For the smallest fraction of a second – so fast Anakin thought he might have imagined it – Dooku's mask of superiority slipped. Then, quicker than a breath, his craggy features returned to their previous air of absolute confidence.
"Look around you Skywalker." The Sith Lord gestured dramatically towards the horizon. "Naboo is in ruin. The Queen is dead, her military scattered to the winds. So much has been lost. This is what the Republic has to offer you!"
Anakin stared out at the devastation, feeling resolve replace the emptiness in the pit of his stomach. Everywhere he looked glittering fragments of marble reflected the blazing orange of the setting sun. Even the clouds themselves had turned blood red.

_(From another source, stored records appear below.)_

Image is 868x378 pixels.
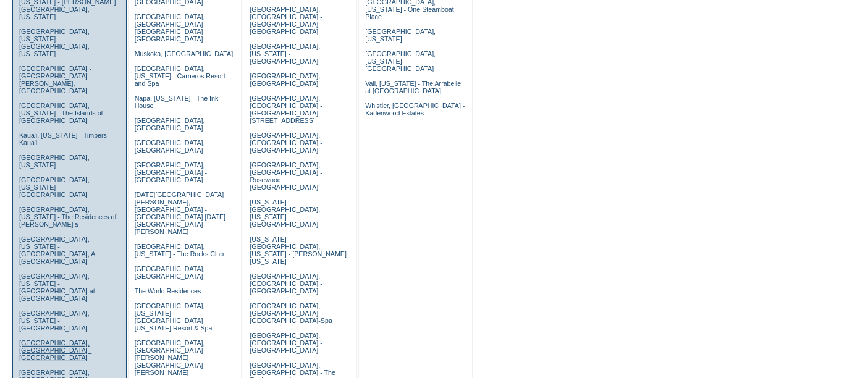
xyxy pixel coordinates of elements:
a: [GEOGRAPHIC_DATA], [GEOGRAPHIC_DATA] - [GEOGRAPHIC_DATA] [250,332,322,354]
a: [GEOGRAPHIC_DATA], [US_STATE] - [GEOGRAPHIC_DATA], [US_STATE] [19,28,90,58]
a: Napa, [US_STATE] - The Ink House [134,95,218,110]
a: [GEOGRAPHIC_DATA], [GEOGRAPHIC_DATA] - [GEOGRAPHIC_DATA] [19,340,91,362]
a: [GEOGRAPHIC_DATA], [GEOGRAPHIC_DATA] - [PERSON_NAME][GEOGRAPHIC_DATA][PERSON_NAME] [134,340,207,377]
a: [GEOGRAPHIC_DATA], [GEOGRAPHIC_DATA] - [GEOGRAPHIC_DATA] [250,132,322,154]
a: [GEOGRAPHIC_DATA], [US_STATE] - Carneros Resort and Spa [134,65,226,87]
a: [GEOGRAPHIC_DATA], [GEOGRAPHIC_DATA] - [GEOGRAPHIC_DATA] [250,273,322,295]
a: [GEOGRAPHIC_DATA], [US_STATE] - [GEOGRAPHIC_DATA], A [GEOGRAPHIC_DATA] [19,236,95,265]
a: The World Residences [134,288,201,295]
a: [GEOGRAPHIC_DATA], [US_STATE] - The Islands of [GEOGRAPHIC_DATA] [19,102,103,124]
a: [DATE][GEOGRAPHIC_DATA][PERSON_NAME], [GEOGRAPHIC_DATA] - [GEOGRAPHIC_DATA] [DATE][GEOGRAPHIC_DAT... [134,191,226,236]
a: [GEOGRAPHIC_DATA], [GEOGRAPHIC_DATA] - [GEOGRAPHIC_DATA][STREET_ADDRESS] [250,95,322,124]
a: [GEOGRAPHIC_DATA], [GEOGRAPHIC_DATA] - [GEOGRAPHIC_DATA] [GEOGRAPHIC_DATA] [250,6,322,35]
a: Vail, [US_STATE] - The Arrabelle at [GEOGRAPHIC_DATA] [365,80,461,95]
a: [GEOGRAPHIC_DATA], [US_STATE] [365,28,435,43]
a: [GEOGRAPHIC_DATA], [US_STATE] - The Rocks Club [134,243,224,258]
a: [US_STATE][GEOGRAPHIC_DATA], [US_STATE][GEOGRAPHIC_DATA] [250,199,320,228]
a: [US_STATE][GEOGRAPHIC_DATA], [US_STATE] - [PERSON_NAME] [US_STATE] [250,236,346,265]
a: Whistler, [GEOGRAPHIC_DATA] - Kadenwood Estates [365,102,465,117]
a: [GEOGRAPHIC_DATA], [US_STATE] - [GEOGRAPHIC_DATA] [19,176,90,199]
a: [GEOGRAPHIC_DATA] - [GEOGRAPHIC_DATA][PERSON_NAME], [GEOGRAPHIC_DATA] [19,65,91,95]
a: Muskoka, [GEOGRAPHIC_DATA] [134,50,233,58]
a: [GEOGRAPHIC_DATA], [GEOGRAPHIC_DATA] - Rosewood [GEOGRAPHIC_DATA] [250,162,322,191]
a: [GEOGRAPHIC_DATA], [US_STATE] - [GEOGRAPHIC_DATA] at [GEOGRAPHIC_DATA] [19,273,95,302]
a: [GEOGRAPHIC_DATA], [US_STATE] - [GEOGRAPHIC_DATA] [US_STATE] Resort & Spa [134,302,213,332]
a: [GEOGRAPHIC_DATA], [GEOGRAPHIC_DATA] [134,265,205,280]
a: [GEOGRAPHIC_DATA], [US_STATE] [19,154,90,169]
a: Kaua'i, [US_STATE] - Timbers Kaua'i [19,132,107,147]
a: [GEOGRAPHIC_DATA], [GEOGRAPHIC_DATA] [134,117,205,132]
a: [GEOGRAPHIC_DATA], [GEOGRAPHIC_DATA] - [GEOGRAPHIC_DATA] [134,162,207,184]
a: [GEOGRAPHIC_DATA], [GEOGRAPHIC_DATA] [134,139,205,154]
a: [GEOGRAPHIC_DATA], [US_STATE] - The Residences of [PERSON_NAME]'a [19,206,117,228]
a: [GEOGRAPHIC_DATA], [US_STATE] - [GEOGRAPHIC_DATA] [365,50,435,73]
a: [GEOGRAPHIC_DATA], [GEOGRAPHIC_DATA] - [GEOGRAPHIC_DATA] [GEOGRAPHIC_DATA] [134,13,207,43]
a: [GEOGRAPHIC_DATA], [GEOGRAPHIC_DATA] - [GEOGRAPHIC_DATA]-Spa [250,302,332,325]
a: [GEOGRAPHIC_DATA], [US_STATE] - [GEOGRAPHIC_DATA] [250,43,320,65]
a: [GEOGRAPHIC_DATA], [GEOGRAPHIC_DATA] [250,73,320,87]
a: [GEOGRAPHIC_DATA], [US_STATE] - [GEOGRAPHIC_DATA] [19,310,90,332]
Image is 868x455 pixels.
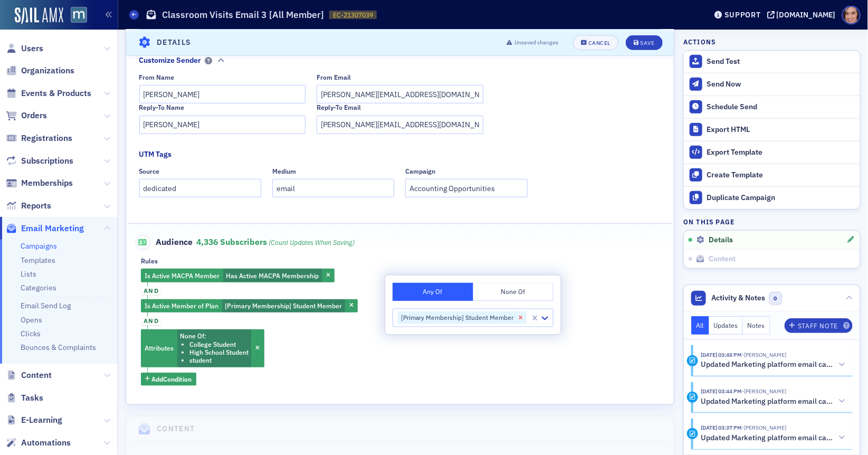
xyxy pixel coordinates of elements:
[392,282,473,301] button: Any Of
[742,351,786,358] span: Katie Foo
[21,43,43,55] span: Users
[71,7,87,23] img: SailAMX
[5,414,63,426] a: E-Learning
[5,132,72,144] a: Registrations
[707,147,855,157] div: Export Template
[707,125,855,135] div: Export HTML
[684,186,860,209] button: Duplicate Campaign
[767,11,839,19] button: [DOMAIN_NAME]
[21,223,84,234] span: Email Marketing
[684,51,860,72] button: Send Test
[5,43,43,55] a: Users
[742,387,786,394] span: Katie Foo
[687,355,698,367] div: Activity
[712,292,765,303] span: Activity & Notes
[21,177,72,189] span: Memberships
[141,299,358,313] div: [Primary Membership] Student Member
[21,241,57,250] a: Campaigns
[687,392,698,402] div: Activity
[139,73,174,81] div: From Name
[162,8,324,21] h1: Classroom Visits Email 3 [All Member]
[156,423,195,434] h4: Content
[5,200,51,212] a: Reports
[701,434,834,442] h5: Updated Marketing platform email campaign: Classroom Visits Email 3 [All Member]
[5,223,84,234] a: Email Marketing
[141,257,157,265] div: Rules
[709,254,736,264] span: Content
[701,424,742,431] time: 9/15/2025 03:37 PM
[141,268,334,282] div: Has Active MACPA Membership
[683,217,861,226] h4: On this page
[684,96,860,118] button: Schedule Send
[190,356,249,364] li: student
[701,387,742,394] time: 9/15/2025 03:44 PM
[473,282,553,301] button: None Of
[797,323,838,329] div: Staff Note
[21,437,71,449] span: Automations
[190,341,249,349] li: College Student
[640,39,654,46] div: Save
[21,200,51,212] span: Reports
[5,437,71,449] a: Automations
[405,167,435,175] div: Campaign
[226,271,319,280] span: Has Active MACPA Membership
[842,5,861,24] span: Profile
[190,349,249,356] li: High School Student
[5,65,74,77] a: Organizations
[398,311,515,324] div: [Primary Membership] Student Member
[5,156,73,167] a: Subscriptions
[514,38,558,46] span: Unsaved changes
[145,343,173,352] span: Attributes
[156,37,191,48] h4: Details
[21,132,72,144] span: Registrations
[707,103,855,112] div: Schedule Send
[687,428,698,439] div: Activity
[21,282,56,292] a: Categories
[145,271,220,280] span: Is Active MACPA Member
[21,300,71,310] a: Email Send Log
[684,164,860,186] a: Create Template
[777,10,836,20] div: [DOMAIN_NAME]
[5,177,72,189] a: Memberships
[21,269,37,279] a: Lists
[515,311,527,324] div: Remove [Primary Membership] Student Member
[5,110,47,122] a: Orders
[21,329,40,338] a: Clicks
[588,39,611,46] div: Cancel
[316,104,361,112] div: Reply-To Email
[701,396,846,407] button: Updated Marketing platform email campaign: Classroom Visits Email 3 [All Member]
[15,7,63,24] img: SailAMX
[21,88,91,99] span: Events & Products
[333,11,373,20] span: EC-21307039
[683,37,716,46] h4: Actions
[5,392,43,404] a: Tasks
[785,318,853,333] button: Staff Note
[152,374,192,383] span: Add Condition
[139,148,172,160] div: UTM Tags
[707,171,855,180] div: Create Template
[707,80,855,89] div: Send Now
[707,193,855,203] div: Duplicate Campaign
[701,397,834,406] h5: Updated Marketing platform email campaign: Classroom Visits Email 3 [All Member]
[141,282,162,299] button: and
[21,156,73,167] span: Subscriptions
[21,256,55,265] a: Templates
[684,118,860,141] a: Export HTML
[21,369,52,381] span: Content
[21,342,96,352] a: Bounces & Complaints
[743,316,771,334] button: Notes
[709,235,733,245] span: Details
[21,315,42,324] a: Opens
[197,236,355,247] span: 4,336 Subscribers
[701,359,846,370] button: Updated Marketing platform email campaign: Classroom Visits Email 3 [All Member]
[5,369,52,381] a: Content
[21,414,63,426] span: E-Learning
[684,72,860,96] button: Send Now
[21,392,43,404] span: Tasks
[316,73,351,81] div: From Email
[770,291,782,305] span: 0
[691,316,709,334] button: All
[224,301,341,309] span: [Primary Membership] Student Member
[145,301,218,309] span: Is Active Member of Plan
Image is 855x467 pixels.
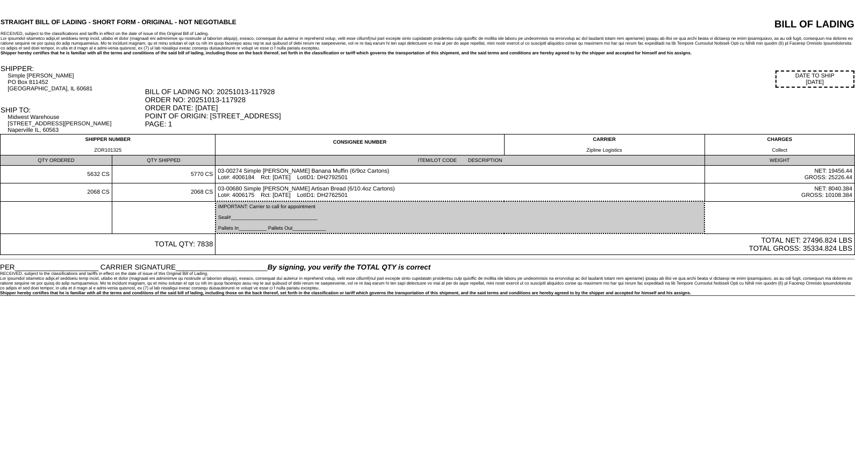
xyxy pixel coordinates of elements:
td: 2068 CS [1,183,112,202]
div: Zipline Logistics [507,147,703,153]
td: CONSIGNEE NUMBER [216,134,504,155]
div: SHIPPER: [1,65,144,73]
div: Collect [708,147,853,153]
td: ITEM/LOT CODE DESCRIPTION [216,155,705,166]
td: TOTAL NET: 27496.824 LBS TOTAL GROSS: 35334.824 LBS [216,233,855,255]
td: 5632 CS [1,166,112,183]
span: By signing, you verify the TOTAL QTY is correct [268,263,431,271]
td: WEIGHT [705,155,855,166]
div: ZOR101325 [3,147,213,153]
td: 03-00274 Simple [PERSON_NAME] Banana Muffin (6/9oz Cartons) Lot#: 4006184 Rct: [DATE] LotID1: DH2... [216,166,705,183]
td: SHIPPER NUMBER [1,134,216,155]
div: DATE TO SHIP [DATE] [776,70,855,88]
div: BILL OF LADING [627,18,855,30]
td: 2068 CS [112,183,216,202]
td: CHARGES [705,134,855,155]
td: 5770 CS [112,166,216,183]
td: 03-00680 Simple [PERSON_NAME] Artisan Bread (6/10.4oz Cartons) Lot#: 4006175 Rct: [DATE] LotID1: ... [216,183,705,202]
td: NET: 19456.44 GROSS: 25226.44 [705,166,855,183]
td: IMPORTANT: Carrier to call for appointment Seal#_______________________________ Pallets In_______... [216,201,705,233]
div: SHIP TO: [1,106,144,114]
td: CARRIER [504,134,705,155]
td: TOTAL QTY: 7838 [1,233,216,255]
div: BILL OF LADING NO: 20251013-117928 ORDER NO: 20251013-117928 ORDER DATE: [DATE] POINT OF ORIGIN: ... [145,88,855,128]
div: Shipper hereby certifies that he is familiar with all the terms and conditions of the said bill o... [1,51,855,55]
td: QTY SHIPPED [112,155,216,166]
div: Midwest Warehouse [STREET_ADDRESS][PERSON_NAME] Naperville IL, 60563 [8,114,144,133]
td: NET: 8040.384 GROSS: 10108.384 [705,183,855,202]
td: QTY ORDERED [1,155,112,166]
div: Simple [PERSON_NAME] PO Box 811452 [GEOGRAPHIC_DATA], IL 60681 [8,73,144,92]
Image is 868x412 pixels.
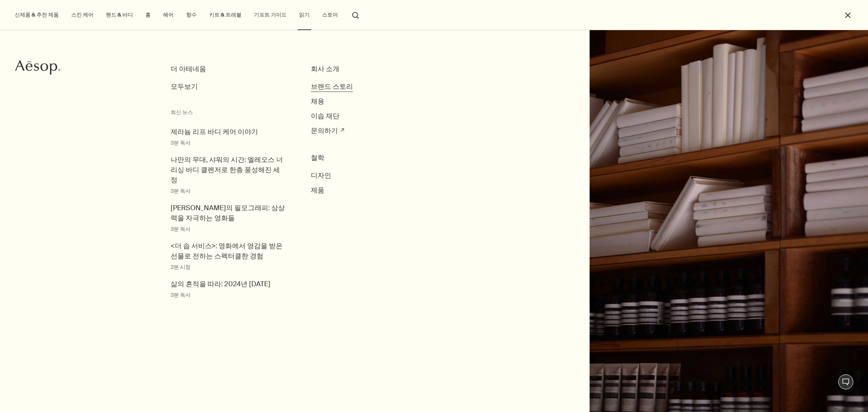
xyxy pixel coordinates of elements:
h3: 철학 [311,153,424,163]
button: 1:1 채팅 상담 [838,375,853,389]
a: 나만의 무대, 샤워의 시간: 엘레오스 너리싱 바디 클렌저로 한층 풍성해진 세정3분 독서 [171,155,285,195]
a: 향수 [185,10,198,20]
span: 모두보기 [171,82,198,91]
svg: Aesop [15,60,60,75]
small: 3분 독서 [171,291,271,299]
small: 3분 독서 [171,225,285,233]
a: 디자인 [311,171,331,181]
a: 모두보기 [171,82,198,92]
a: 키트 & 트래블 [207,10,243,20]
small: 3분 독서 [171,139,258,147]
a: 문의하기 [311,126,344,136]
a: 읽기 [297,10,311,20]
a: 핸드 & 바디 [104,10,135,20]
span: 이솝 재단 [311,111,339,121]
img: Shelves containing books and a range of Aesop products in amber bottles and cream tubes. [589,30,868,412]
a: 헤어 [161,10,175,20]
span: 문의하기 [311,126,338,135]
a: 채용 [311,97,324,107]
small: 최신 뉴스 [171,109,285,115]
button: 검색창 열기 [349,7,362,22]
a: [PERSON_NAME]의 필모그래피: 상상력을 자극하는 영화들3분 독서 [171,203,285,233]
a: <더 솝 서비스>: 영화에서 영감을 받은 선물로 전하는 스펙터클한 경험2분 시청 [171,241,285,271]
small: 2분 시청 [171,263,285,271]
span: 제라늄 리프 바디 케어 이야기 [171,127,258,137]
a: 스킨 케어 [70,10,95,20]
button: 메뉴 닫기 [843,11,852,19]
span: 채용 [311,97,324,106]
span: 이솝의 필모그래피: 상상력을 자극하는 영화들 [171,203,285,223]
span: 디자인 [311,171,331,180]
span: <더 솝 서비스>: 영화에서 영감을 받은 선물로 전하는 스펙터클한 경험 [171,241,285,261]
a: 삶의 흔적을 따라: 2024년 [DATE]3분 독서 [171,279,271,299]
a: 제품 [311,185,324,195]
a: 브랜드 스토리 [311,82,353,92]
a: 기프트 가이드 [252,10,288,20]
a: Aesop [13,58,62,79]
span: 제품 [311,185,324,195]
button: 스토어 [321,10,339,20]
h3: 회사 소개 [311,64,424,74]
a: 이솝 재단 [311,111,339,121]
button: 신제품 & 추천 제품 [13,10,60,20]
span: 브랜드 스토리 [311,82,353,91]
span: 삶의 흔적을 따라: 2024년 추석 [171,279,271,289]
a: 제라늄 리프 바디 케어 이야기3분 독서 [171,127,258,147]
h3: 더 아테네움 [171,64,285,74]
small: 3분 독서 [171,187,285,195]
span: 나만의 무대, 샤워의 시간: 엘레오스 너리싱 바디 클렌저로 한층 풍성해진 세정 [171,155,285,185]
a: 홈 [144,10,152,20]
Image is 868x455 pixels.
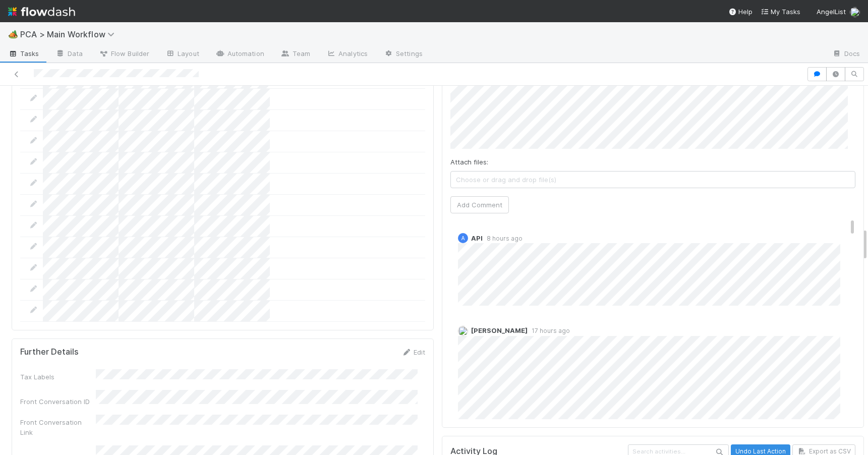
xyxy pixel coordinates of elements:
[761,6,800,17] a: My Tasks
[207,46,273,63] a: Automation
[20,372,96,382] div: Tax Labels
[483,235,522,242] span: 8 hours ago
[825,46,868,63] a: Docs
[458,233,468,244] div: API
[91,46,157,63] a: Flow Builder
[20,397,96,407] div: Front Conversation ID
[20,29,119,39] span: PCA > Main Workflow
[20,347,79,358] h5: Further Details
[728,6,753,17] div: Help
[458,326,468,336] img: avatar_ba0ef937-97b0-4cb1-a734-c46f876909ef.png
[471,327,528,335] span: [PERSON_NAME]
[451,171,855,188] span: Choose or drag and drop file(s)
[817,8,846,16] span: AngelList
[528,327,570,335] span: 17 hours ago
[850,7,860,17] img: avatar_dd78c015-5c19-403d-b5d7-976f9c2ba6b3.png
[8,3,75,20] img: logo-inverted-e16ddd16eac7371096b0.svg
[8,30,18,39] span: 🏕️
[761,8,800,16] span: My Tasks
[462,236,465,241] span: A
[401,348,425,356] a: Edit
[376,46,431,63] a: Settings
[273,46,318,63] a: Team
[318,46,376,63] a: Analytics
[8,49,39,59] span: Tasks
[99,49,149,59] span: Flow Builder
[471,234,483,242] span: API
[451,157,489,167] label: Attach files:
[47,46,91,63] a: Data
[20,417,96,438] div: Front Conversation Link
[157,46,207,63] a: Layout
[451,196,509,214] button: Add Comment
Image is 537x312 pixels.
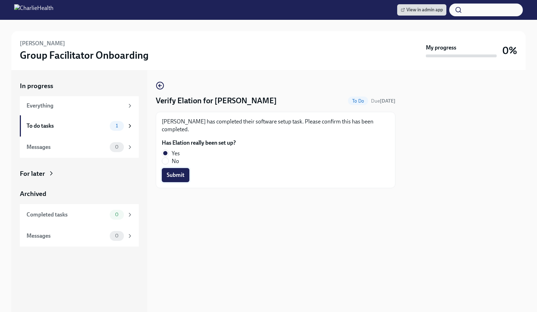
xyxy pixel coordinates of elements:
[172,158,179,165] span: No
[20,190,139,199] a: Archived
[20,40,65,47] h6: [PERSON_NAME]
[27,232,107,240] div: Messages
[162,139,236,147] label: Has Elation really been set up?
[162,118,390,134] p: [PERSON_NAME] has completed their software setup task. Please confirm this has been completed.
[20,81,139,91] a: In progress
[156,96,277,106] h4: Verify Elation for [PERSON_NAME]
[112,123,122,129] span: 1
[20,137,139,158] a: Messages0
[111,145,123,150] span: 0
[20,115,139,137] a: To do tasks1
[27,143,107,151] div: Messages
[20,204,139,226] a: Completed tasks0
[27,211,107,219] div: Completed tasks
[20,169,45,179] div: For later
[167,172,185,179] span: Submit
[397,4,447,16] a: View in admin app
[20,96,139,115] a: Everything
[162,168,190,182] button: Submit
[401,6,443,13] span: View in admin app
[27,122,107,130] div: To do tasks
[172,150,180,158] span: Yes
[14,4,53,16] img: CharlieHealth
[503,44,518,57] h3: 0%
[20,49,149,62] h3: Group Facilitator Onboarding
[371,98,396,104] span: Due
[348,98,368,104] span: To Do
[371,98,396,105] span: September 22nd, 2025 09:00
[380,98,396,104] strong: [DATE]
[426,44,457,52] strong: My progress
[111,212,123,218] span: 0
[111,233,123,239] span: 0
[20,226,139,247] a: Messages0
[27,102,124,110] div: Everything
[20,169,139,179] a: For later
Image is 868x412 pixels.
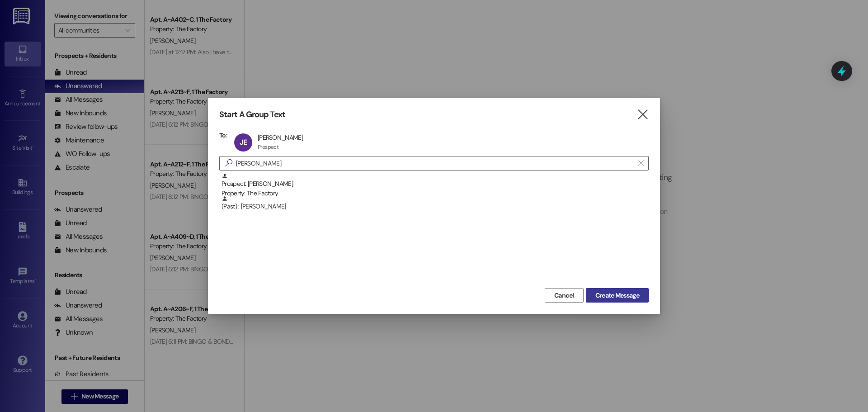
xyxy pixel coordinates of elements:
[586,288,649,303] button: Create Message
[219,173,649,196] div: Prospect: [PERSON_NAME]Property: The Factory
[222,196,649,211] div: (Past) : [PERSON_NAME]
[634,156,649,171] button: Clear text
[258,133,303,142] div: [PERSON_NAME]
[219,196,649,218] div: (Past) : [PERSON_NAME]
[236,157,634,170] input: Search for any contact or apartment
[637,110,649,120] i: 
[222,173,649,198] div: Prospect: [PERSON_NAME]
[222,159,236,168] i: 
[554,291,574,301] span: Cancel
[219,110,285,120] h3: Start A Group Text
[222,189,649,198] div: Property: The Factory
[219,131,228,139] h3: To:
[240,138,247,147] span: JE
[545,288,584,303] button: Cancel
[258,144,278,150] div: Prospect
[639,160,644,167] i: 
[596,291,639,301] span: Create Message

His patience was fast coming to an end. Glancing around the palazzo, he noted the twenty or so droid soldiers standing in rows at the base of the stairs. He would need to clear them first, before dealing with Dooku and his lightsaber. The soldiers would be easy. The hard part would be staying between the Sith Lord and the path back to Padmé. He reached for the Force, feeling a welcome surge of strength and a hint…just a hint…of something else.
"Where are your fellow Jedi now? Your loyal comrades-in-arms?" Dooku sneered. There was an almost desperate quality to the Count's voice, as if he realized his audience was no longer listening. "When you called them, did they rally to your cause?" He shook his head in mock woe. "No. I think not. Look around you at the world the Republic deems less worthy than a manufactured army. You stand alone here, Anakin. I'm afraid where the Jedi are concerned you always will."
"That's where you're wrong Dooku." Another voice came from the far right. "My padawan does not stand alone."
Anakin's breath left him in a rush as he heard the familiar snap-hiss of a lightsaber igniting. Evidently Count Dooku wasn't the only one here with a knack for blocking his presence in the Force.
Though Dooku's expression didn't change, anger and frustration poured from him as Obi-Wan Kenobi stepped out from behind what remained of a marble pillar.